28 June 22 -
Wed
29 June 22
Location
Freie Universität Berlin
Raum: JK 33/122
Habelschwerdter Allee 45
14195 Berlin
Psychotechnologies. Explorations in the interstice of cultural techniques and algorithms
The relationship between technology and the psyche is a scandalous one. We are used to think of the psychic as something subjective, authentic, that is, something that actually comes from within us. However, this is contrasted with the technological pretension of being able to recognise, awaken, manipulate or modulate the subjective from the outside. Massive amounts of money are being spent on research into digital emotion recognition through the analysis of facial expressions, voice, movement and other (alleged) indicators. Thanks to neurotechnological inventions, it is said that mind-reading will soon be possible.
However, the fact that technology in the broadest sense has a targeted effect on psychological phenomena such as feelings, thoughts, imagination and motivation is not a new phenomenon. The practical knowledge (techné in the ancient Greek sense) of how to produce certain psychological effects has been part of the core inventory of various disciplines since antiquity, such as rhetoric, poetics and music theory, medicine and dietetics, ethics, the art of living and, last but not least, politics.
At present, we can observe an intensification of technical and technological possibilities for psychic influence that has yet to find a counterpart at the level of discursivisation. In times when phenomena such as “Artificial Emotional Intelligence” and “Affective Computing” for the recognition and simulation of affects and emotions by robots and computers in their dealings with people are exponentially growing fields of research, and when there is open discussion about the possibilities of influencing political moods with the help of digital media technologies, an in-depth examination of the various functionalities and possibilities of cultural affect circulation seems more important to us than ever.
With “psychotechnology”, we want to bring the entire spectrum of these techniques of influence to the fore. In doing so, we are taking up the abandoned semantic potential of the older term “psychotechnics” – with its profound ambivalences. On the one hand, psychotechnics was an affirmative project of applied psychology in the 1920s and 1930s; on the other hand, it became the epitome of propaganda and illicit influence in the post-war period. Only since the 1980s has there been a case-by-case reassessment of the semantics of the psychotechnical: in literary studies (Friedrich Kittler), media theory (Ute Holl, Stefan Rieger) and the philosophy of technology (Bernard Stiegler). The shift from psychotechnics to psychotechnology also takes into account the automation and computerisation of affective, attentional and cognitive processes.
The aim of the workshop is, first, to conceptually clarify the talk of psychotechniques and psychotechnologies and, second, to make productive use of what we see as their unexplored semantic potential. To this end, on the first day, “workshop discussions” will be held with student audience; on the second day, internal discussions will follow, which will also include the planning of a joint publication.
Programm
28.6.2022 Werkstattgespräche
09:00 Uhr Julia Weber & Bernd Bösel: Begrüßung und Einführung
09:30 Uhr Jeannie Moser: Kluger Umgang mit Leidenschaften. Macchiavelli und Gracián
10:15 Uhr Pause
10:45 Uhr Martina Bengert: Präsenz erfahrbar machen. Zum Kenotischen bei Marina Abramović
11:30 Uhr André Otto: Sprünge auf dem disc-horse. Psychotechnologie und textuelle Pragmatik
12:15 Uhr Mittagessen
13:15 Uhr Bernd Bösel: Die Technizität des Psychischen
14:00 Uhr Jule Govrin: Authentizitätsbegehren und autoritäre Affektökonomien.
Digitale Dynamiken zwischen Differenz und Ressentiment
14:45 Uhr Pause
15:00 Uhr Benjamin Nickl & Christopher J. Müller: Canned Laughter: Die Technologisierung des Humors
ab 16 Uhr gemeinsamer Ausklang in der Alten Luise
A joint workshop of the Brandenburg Centre for Media Studies (ZeM) and the Einstein Foundation Berlin.
Organisation: Bernd Bösel (University of Potsdam, ZeM) and Julia Weber (Peter Szondi Institute of the FU Berlin).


(REQUIREMENT) Keep every word the same. Repeat the records without their images.

(DATA)
____

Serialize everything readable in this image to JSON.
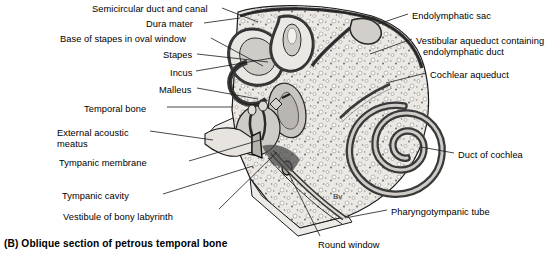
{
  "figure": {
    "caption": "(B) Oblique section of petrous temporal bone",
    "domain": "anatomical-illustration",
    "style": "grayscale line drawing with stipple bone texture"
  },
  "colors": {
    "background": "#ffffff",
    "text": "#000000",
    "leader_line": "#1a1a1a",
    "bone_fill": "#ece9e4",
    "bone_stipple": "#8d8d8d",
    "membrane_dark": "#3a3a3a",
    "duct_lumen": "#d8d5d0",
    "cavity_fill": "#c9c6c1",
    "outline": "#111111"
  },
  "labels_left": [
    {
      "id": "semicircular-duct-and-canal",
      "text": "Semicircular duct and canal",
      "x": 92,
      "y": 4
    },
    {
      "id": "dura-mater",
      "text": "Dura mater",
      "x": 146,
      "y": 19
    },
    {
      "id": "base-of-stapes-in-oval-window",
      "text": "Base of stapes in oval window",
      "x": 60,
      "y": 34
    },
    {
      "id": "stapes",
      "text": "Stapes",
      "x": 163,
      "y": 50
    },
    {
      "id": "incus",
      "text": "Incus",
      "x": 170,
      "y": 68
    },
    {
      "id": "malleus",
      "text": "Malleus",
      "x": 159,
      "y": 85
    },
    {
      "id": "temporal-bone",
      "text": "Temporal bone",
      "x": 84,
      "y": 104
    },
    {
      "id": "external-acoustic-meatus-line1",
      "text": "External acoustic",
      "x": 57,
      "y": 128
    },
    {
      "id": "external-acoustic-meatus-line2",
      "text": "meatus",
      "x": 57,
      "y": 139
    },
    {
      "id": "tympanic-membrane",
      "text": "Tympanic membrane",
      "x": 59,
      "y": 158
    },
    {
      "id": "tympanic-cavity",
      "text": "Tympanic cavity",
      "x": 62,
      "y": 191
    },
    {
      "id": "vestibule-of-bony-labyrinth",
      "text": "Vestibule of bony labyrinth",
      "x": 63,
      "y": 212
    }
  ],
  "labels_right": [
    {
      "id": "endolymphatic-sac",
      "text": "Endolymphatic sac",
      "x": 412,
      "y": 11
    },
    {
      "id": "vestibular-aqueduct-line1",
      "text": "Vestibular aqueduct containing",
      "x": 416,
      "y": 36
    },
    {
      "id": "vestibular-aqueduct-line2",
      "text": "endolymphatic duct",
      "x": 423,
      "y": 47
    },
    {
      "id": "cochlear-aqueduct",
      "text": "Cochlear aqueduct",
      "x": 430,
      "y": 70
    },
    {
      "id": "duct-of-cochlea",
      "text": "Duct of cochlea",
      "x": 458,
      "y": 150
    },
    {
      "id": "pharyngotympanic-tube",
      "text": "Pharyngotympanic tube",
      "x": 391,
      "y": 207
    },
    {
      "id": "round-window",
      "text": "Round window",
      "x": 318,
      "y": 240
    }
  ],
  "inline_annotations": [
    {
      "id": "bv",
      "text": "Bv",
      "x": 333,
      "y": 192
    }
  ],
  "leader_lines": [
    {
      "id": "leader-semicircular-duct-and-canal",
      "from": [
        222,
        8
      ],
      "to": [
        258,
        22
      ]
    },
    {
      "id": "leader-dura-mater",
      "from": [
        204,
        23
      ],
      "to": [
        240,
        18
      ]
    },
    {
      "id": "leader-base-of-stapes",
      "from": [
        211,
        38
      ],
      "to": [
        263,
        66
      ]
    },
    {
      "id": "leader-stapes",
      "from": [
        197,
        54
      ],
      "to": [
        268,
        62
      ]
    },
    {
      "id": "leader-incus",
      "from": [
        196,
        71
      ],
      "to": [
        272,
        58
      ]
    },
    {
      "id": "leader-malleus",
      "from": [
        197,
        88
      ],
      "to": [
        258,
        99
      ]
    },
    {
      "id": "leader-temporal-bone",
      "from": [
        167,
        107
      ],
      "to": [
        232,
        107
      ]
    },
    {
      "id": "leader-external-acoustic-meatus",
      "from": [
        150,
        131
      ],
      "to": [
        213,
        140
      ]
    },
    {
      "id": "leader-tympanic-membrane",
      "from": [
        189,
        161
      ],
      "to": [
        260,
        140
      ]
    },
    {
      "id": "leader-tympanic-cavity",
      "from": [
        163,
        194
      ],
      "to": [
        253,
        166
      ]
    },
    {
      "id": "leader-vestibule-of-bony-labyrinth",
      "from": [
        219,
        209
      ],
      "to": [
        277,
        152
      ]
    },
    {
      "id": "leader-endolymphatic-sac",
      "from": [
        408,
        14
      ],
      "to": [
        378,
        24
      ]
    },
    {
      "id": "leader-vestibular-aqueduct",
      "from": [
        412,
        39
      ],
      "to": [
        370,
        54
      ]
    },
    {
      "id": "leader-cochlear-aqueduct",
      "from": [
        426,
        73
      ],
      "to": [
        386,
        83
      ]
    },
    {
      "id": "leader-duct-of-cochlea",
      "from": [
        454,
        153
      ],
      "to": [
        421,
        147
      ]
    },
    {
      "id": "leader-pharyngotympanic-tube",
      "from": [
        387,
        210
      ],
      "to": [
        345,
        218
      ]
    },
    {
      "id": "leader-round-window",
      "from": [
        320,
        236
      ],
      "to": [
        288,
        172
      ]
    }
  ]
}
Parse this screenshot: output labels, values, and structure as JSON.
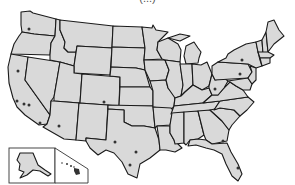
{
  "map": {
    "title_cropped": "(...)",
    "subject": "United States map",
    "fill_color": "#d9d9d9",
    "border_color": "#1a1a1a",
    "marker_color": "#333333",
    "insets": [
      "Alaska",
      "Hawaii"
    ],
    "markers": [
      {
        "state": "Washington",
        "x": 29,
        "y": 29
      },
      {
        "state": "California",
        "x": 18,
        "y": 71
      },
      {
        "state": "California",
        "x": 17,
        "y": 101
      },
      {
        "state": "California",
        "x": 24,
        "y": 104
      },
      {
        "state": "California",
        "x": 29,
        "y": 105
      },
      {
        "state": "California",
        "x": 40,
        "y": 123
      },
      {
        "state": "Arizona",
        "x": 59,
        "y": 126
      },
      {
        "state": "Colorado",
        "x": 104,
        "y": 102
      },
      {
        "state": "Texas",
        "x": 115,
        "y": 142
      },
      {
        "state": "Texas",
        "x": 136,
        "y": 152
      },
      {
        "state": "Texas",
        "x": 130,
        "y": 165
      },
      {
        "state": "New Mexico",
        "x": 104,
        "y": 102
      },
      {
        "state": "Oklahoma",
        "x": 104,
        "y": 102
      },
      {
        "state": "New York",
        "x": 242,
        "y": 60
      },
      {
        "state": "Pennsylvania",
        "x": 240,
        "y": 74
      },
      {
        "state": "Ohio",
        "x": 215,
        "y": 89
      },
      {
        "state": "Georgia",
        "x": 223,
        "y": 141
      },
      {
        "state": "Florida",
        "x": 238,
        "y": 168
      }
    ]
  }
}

____

(WRITTEN REPLY)
Serialize everything readable in this image to JSON.
{
  "figure": {
    "caption": "(B) Oblique section of petrous temporal bone",
    "domain": "anatomical-illustration",
    "style": "grayscale line drawing with stipple bone texture"
  },
  "colors": {
    "background": "#ffffff",
    "text": "#000000",
    "leader_line": "#1a1a1a",
    "bone_fill": "#ece9e4",
    "bone_stipple": "#8d8d8d",
    "membrane_dark": "#3a3a3a",
    "duct_lumen": "#d8d5d0",
    "cavity_fill": "#c9c6c1",
    "outline": "#111111"
  },
  "labels_left": [
    {
      "id": "semicircular-duct-and-canal",
      "text": "Semicircular duct and canal",
      "x": 92,
      "y": 4
    },
    {
      "id": "dura-mater",
      "text": "Dura mater",
      "x": 146,
      "y": 19
    },
    {
      "id": "base-of-stapes-in-oval-window",
      "text": "Base of stapes in oval window",
      "x": 60,
      "y": 34
    },
    {
      "id": "stapes",
      "text": "Stapes",
      "x": 163,
      "y": 50
    },
    {
      "id": "incus",
      "text": "Incus",
      "x": 170,
      "y": 68
    },
    {
      "id": "malleus",
      "text": "Malleus",
      "x": 159,
      "y": 85
    },
    {
      "id": "temporal-bone",
      "text": "Temporal bone",
      "x": 84,
      "y": 104
    },
    {
      "id": "external-acoustic-meatus-line1",
      "text": "External acoustic",
      "x": 57,
      "y": 128
    },
    {
      "id": "external-acoustic-meatus-line2",
      "text": "meatus",
      "x": 57,
      "y": 139
    },
    {
      "id": "tympanic-membrane",
      "text": "Tympanic membrane",
      "x": 59,
      "y": 158
    },
    {
      "id": "tympanic-cavity",
      "text": "Tympanic cavity",
      "x": 62,
      "y": 191
    },
    {
      "id": "vestibule-of-bony-labyrinth",
      "text": "Vestibule of bony labyrinth",
      "x": 63,
      "y": 212
    }
  ],
  "labels_right": [
    {
      "id": "endolymphatic-sac",
      "text": "Endolymphatic sac",
      "x": 412,
      "y": 11
    },
    {
      "id": "vestibular-aqueduct-line1",
      "text": "Vestibular aqueduct containing",
      "x": 416,
      "y": 36
    },
    {
      "id": "vestibular-aqueduct-line2",
      "text": "endolymphatic duct",
      "x": 423,
      "y": 47
    },
    {
      "id": "cochlear-aqueduct",
      "text": "Cochlear aqueduct",
      "x": 430,
      "y": 70
    },
    {
      "id": "duct-of-cochlea",
      "text": "Duct of cochlea",
      "x": 458,
      "y": 150
    },
    {
      "id": "pharyngotympanic-tube",
      "text": "Pharyngotympanic tube",
      "x": 391,
      "y": 207
    },
    {
      "id": "round-window",
      "text": "Round window",
      "x": 318,
      "y": 240
    }
  ],
  "inline_annotations": [
    {
      "id": "bv",
      "text": "Bv",
      "x": 333,
      "y": 192
    }
  ],
  "leader_lines": [
    {
      "id": "leader-semicircular-duct-and-canal",
      "from": [
        222,
        8
      ],
      "to": [
        258,
        22
      ]
    },
    {
      "id": "leader-dura-mater",
      "from": [
        204,
        23
      ],
      "to": [
        240,
        18
      ]
    },
    {
      "id": "leader-base-of-stapes",
      "from": [
        211,
        38
      ],
      "to": [
        263,
        66
      ]
    },
    {
      "id": "leader-stapes",
      "from": [
        197,
        54
      ],
      "to": [
        268,
        62
      ]
    },
    {
      "id": "leader-incus",
      "from": [
        196,
        71
      ],
      "to": [
        272,
        58
      ]
    },
    {
      "id": "leader-malleus",
      "from": [
        197,
        88
      ],
      "to": [
        258,
        99
      ]
    },
    {
      "id": "leader-temporal-bone",
      "from": [
        167,
        107
      ],
      "to": [
        232,
        107
      ]
    },
    {
      "id": "leader-external-acoustic-meatus",
      "from": [
        150,
        131
      ],
      "to": [
        213,
        140
      ]
    },
    {
      "id": "leader-tympanic-membrane",
      "from": [
        189,
        161
      ],
      "to": [
        260,
        140
      ]
    },
    {
      "id": "leader-tympanic-cavity",
      "from": [
        163,
        194
      ],
      "to": [
        253,
        166
      ]
    },
    {
      "id": "leader-vestibule-of-bony-labyrinth",
      "from": [
        219,
        209
      ],
      "to": [
        277,
        152
      ]
    },
    {
      "id": "leader-endolymphatic-sac",
      "from": [
        408,
        14
      ],
      "to": [
        378,
        24
      ]
    },
    {
      "id": "leader-vestibular-aqueduct",
      "from": [
        412,
        39
      ],
      "to": [
        370,
        54
      ]
    },
    {
      "id": "leader-cochlear-aqueduct",
      "from": [
        426,
        73
      ],
      "to": [
        386,
        83
      ]
    },
    {
      "id": "leader-duct-of-cochlea",
      "from": [
        454,
        153
      ],
      "to": [
        421,
        147
      ]
    },
    {
      "id": "leader-pharyngotympanic-tube",
      "from": [
        387,
        210
      ],
      "to": [
        345,
        218
      ]
    },
    {
      "id": "leader-round-window",
      "from": [
        320,
        236
      ],
      "to": [
        288,
        172
      ]
    }
  ]
}
Parse this screenshot: output labels, values, and structure as JSON.
{
  "map": {
    "title_cropped": "(...)",
    "subject": "United States map",
    "fill_color": "#d9d9d9",
    "border_color": "#1a1a1a",
    "marker_color": "#333333",
    "insets": [
      "Alaska",
      "Hawaii"
    ],
    "markers": [
      {
        "state": "Washington",
        "x": 29,
        "y": 29
      },
      {
        "state": "California",
        "x": 18,
        "y": 71
      },
      {
        "state": "California",
        "x": 17,
        "y": 101
      },
      {
        "state": "California",
        "x": 24,
        "y": 104
      },
      {
        "state": "California",
        "x": 29,
        "y": 105
      },
      {
        "state": "California",
        "x": 40,
        "y": 123
      },
      {
        "state": "Arizona",
        "x": 59,
        "y": 126
      },
      {
        "state": "Colorado",
        "x": 104,
        "y": 102
      },
      {
        "state": "Texas",
        "x": 115,
        "y": 142
      },
      {
        "state": "Texas",
        "x": 136,
        "y": 152
      },
      {
        "state": "Texas",
        "x": 130,
        "y": 165
      },
      {
        "state": "New Mexico",
        "x": 104,
        "y": 102
      },
      {
        "state": "Oklahoma",
        "x": 104,
        "y": 102
      },
      {
        "state": "New York",
        "x": 242,
        "y": 60
      },
      {
        "state": "Pennsylvania",
        "x": 240,
        "y": 74
      },
      {
        "state": "Ohio",
        "x": 215,
        "y": 89
      },
      {
        "state": "Georgia",
        "x": 223,
        "y": 141
      },
      {
        "state": "Florida",
        "x": 238,
        "y": 168
      }
    ]
  }
}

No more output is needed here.